The dictionary does say that “intervene” can be a synonym for “intercede”, but Cunctator is right that “intercede” is the theologically correct term in Catholic doctrine to describe what the prayers of the living request saints to do.
It’s intercession. You can call it “intervention” if you want to but only to the extent that the saints “intervene” by appealing to God. Catholic saints do not themselves intervene in the physical universe or alter the fates of humans. They’re mediators between people and God. Really all Catholics are doing is asking the sainst to pray for them. Even the above mentioned Hail Mary prayer explicitly asks Mary to “pray for us sinners,” not for direct intervention in the universe.
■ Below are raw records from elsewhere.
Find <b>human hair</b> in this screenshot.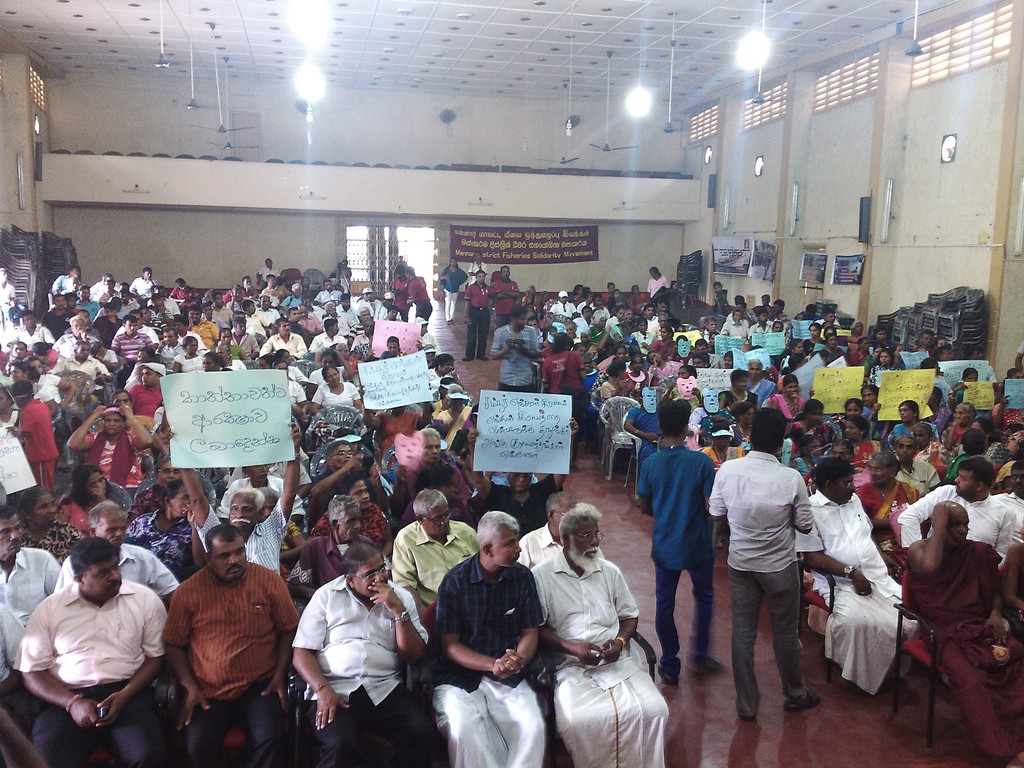
The bounding box for <b>human hair</b> is crop(922, 360, 938, 371).
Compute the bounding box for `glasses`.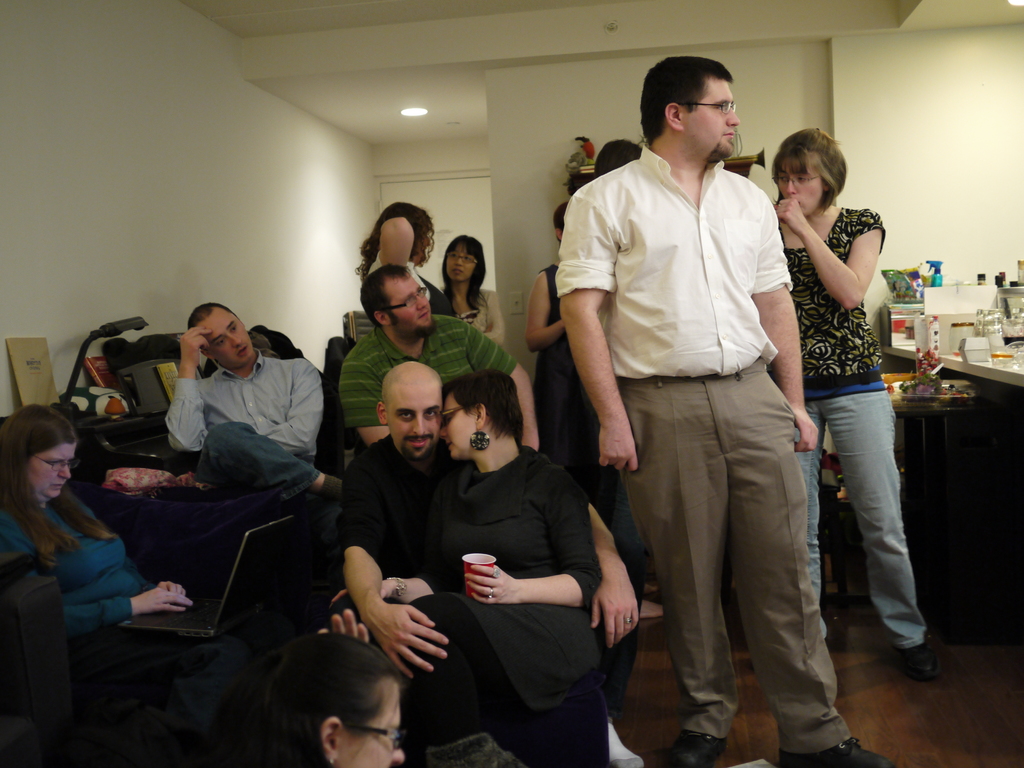
(x1=347, y1=723, x2=405, y2=749).
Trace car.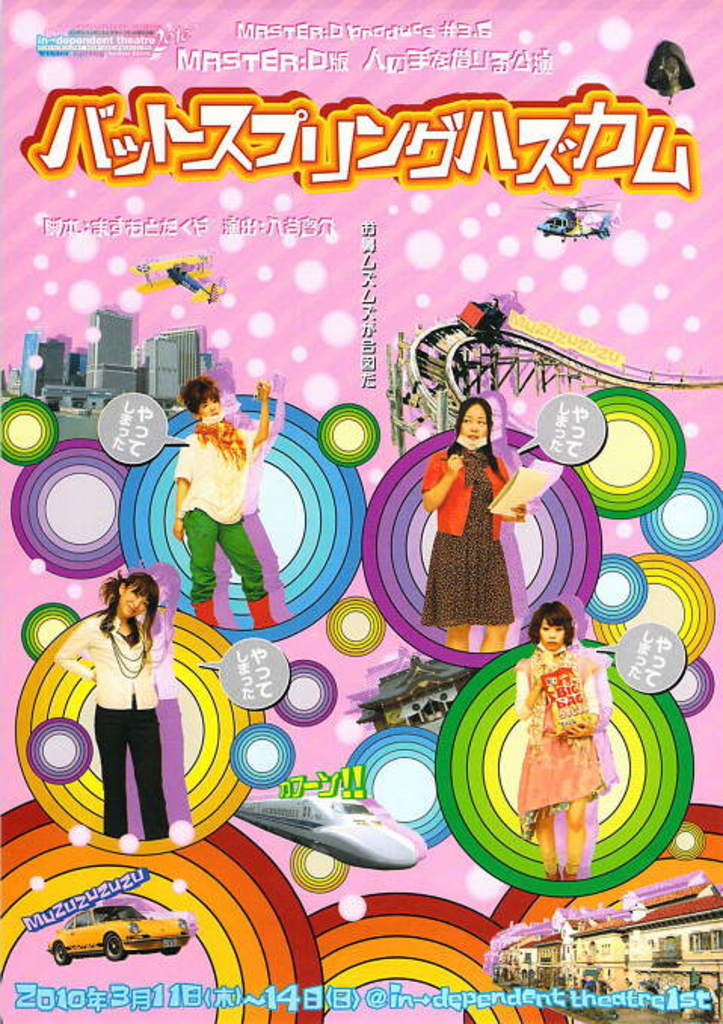
Traced to x1=47 y1=899 x2=187 y2=965.
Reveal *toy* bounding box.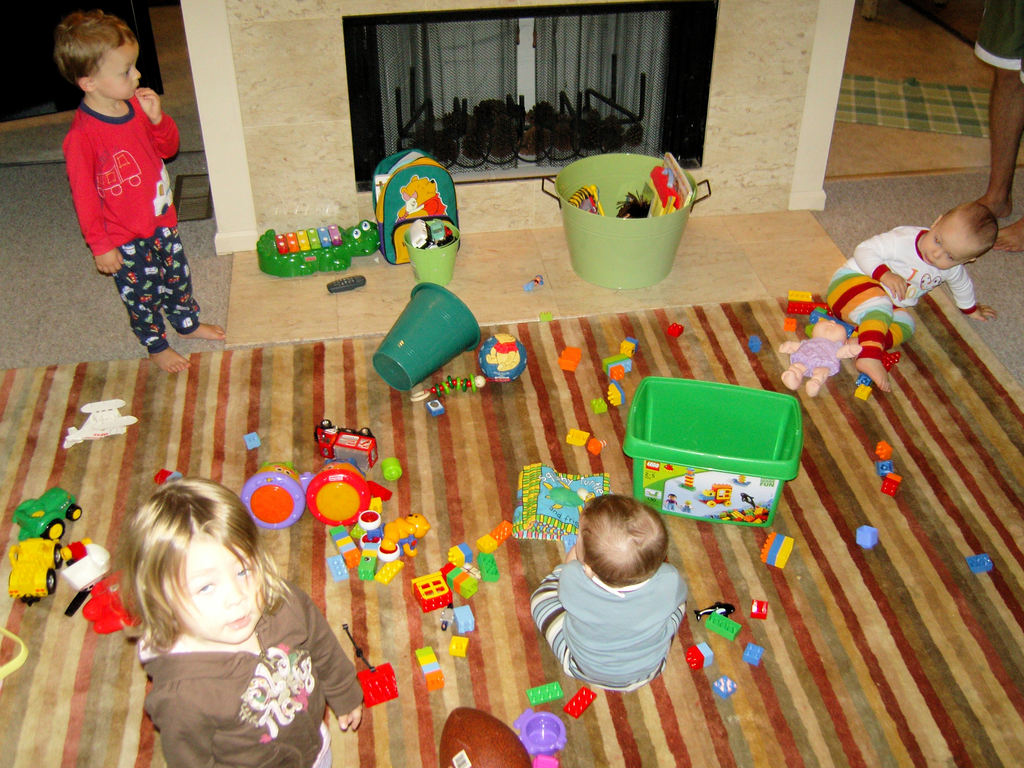
Revealed: [478, 519, 515, 553].
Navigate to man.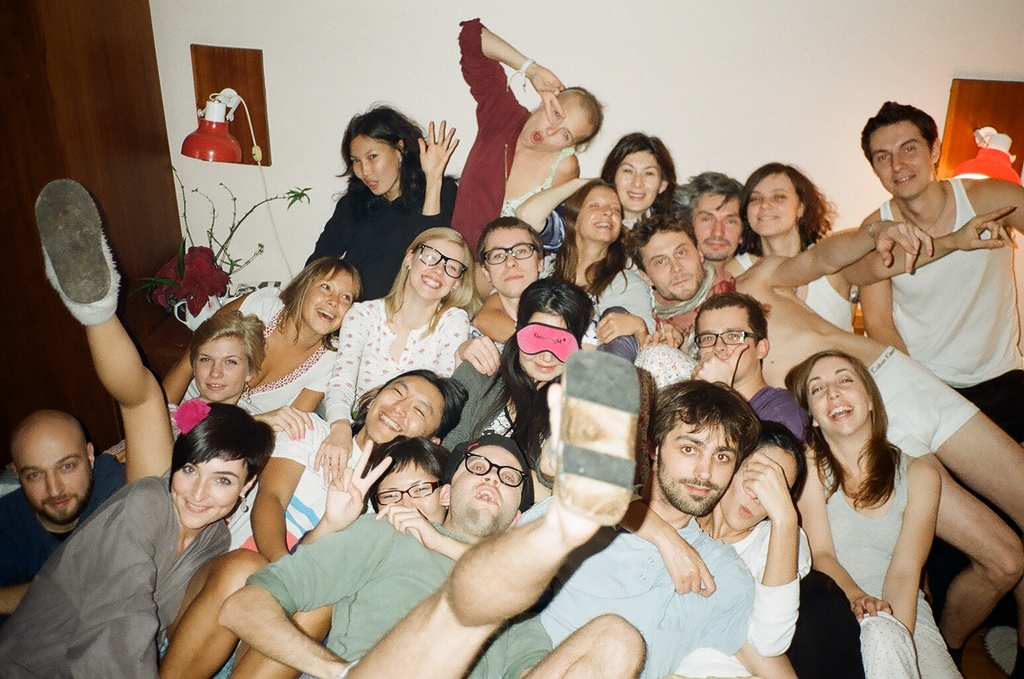
Navigation target: <region>682, 171, 765, 273</region>.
On the subtopic of smug Protestants smugly talking about Catholic polytheism and Saints and superstition, I’d like to bring in as a counter example the topic of the “Incombustible Luther”, a miraculous printed image, made in the post-Reformation era of reason and enlightenment and the death of magical thinking of course, but a miraculous portrait of Martin Luther on paper (I mean, a Protestant miracle, so it’s not idolatrous or superstitious. It’s Protestant, after all), of many copies, which would not burn. If you ate it, as an added benefit, you would be cured of disease and wouldn’t be hit by a truck, etc. But not superstitious. And it’s monotheistic. It’s Protestant, after all.
Catholicism doesn’t have a monopoly on this sort of thing.
Pliny, interceding. Check your theology.
The “correct term” may indeed be different in Catholic doctrine, but what I wrote is quite correct in English. This confusion about authority of language expertise is common enough, but still erroneous. Many an elementary student has made me grin with a haughty comment such as, “You say ‘rust’, but technically that is iron oxide.”
Just caught this. I meant to say Protestants and CATHOLICS. Sorry about that.
What you wrote was misleading and the your misunderstanding of catholic theology went significantly beyond any quibble over the technical/theological definition of a single word.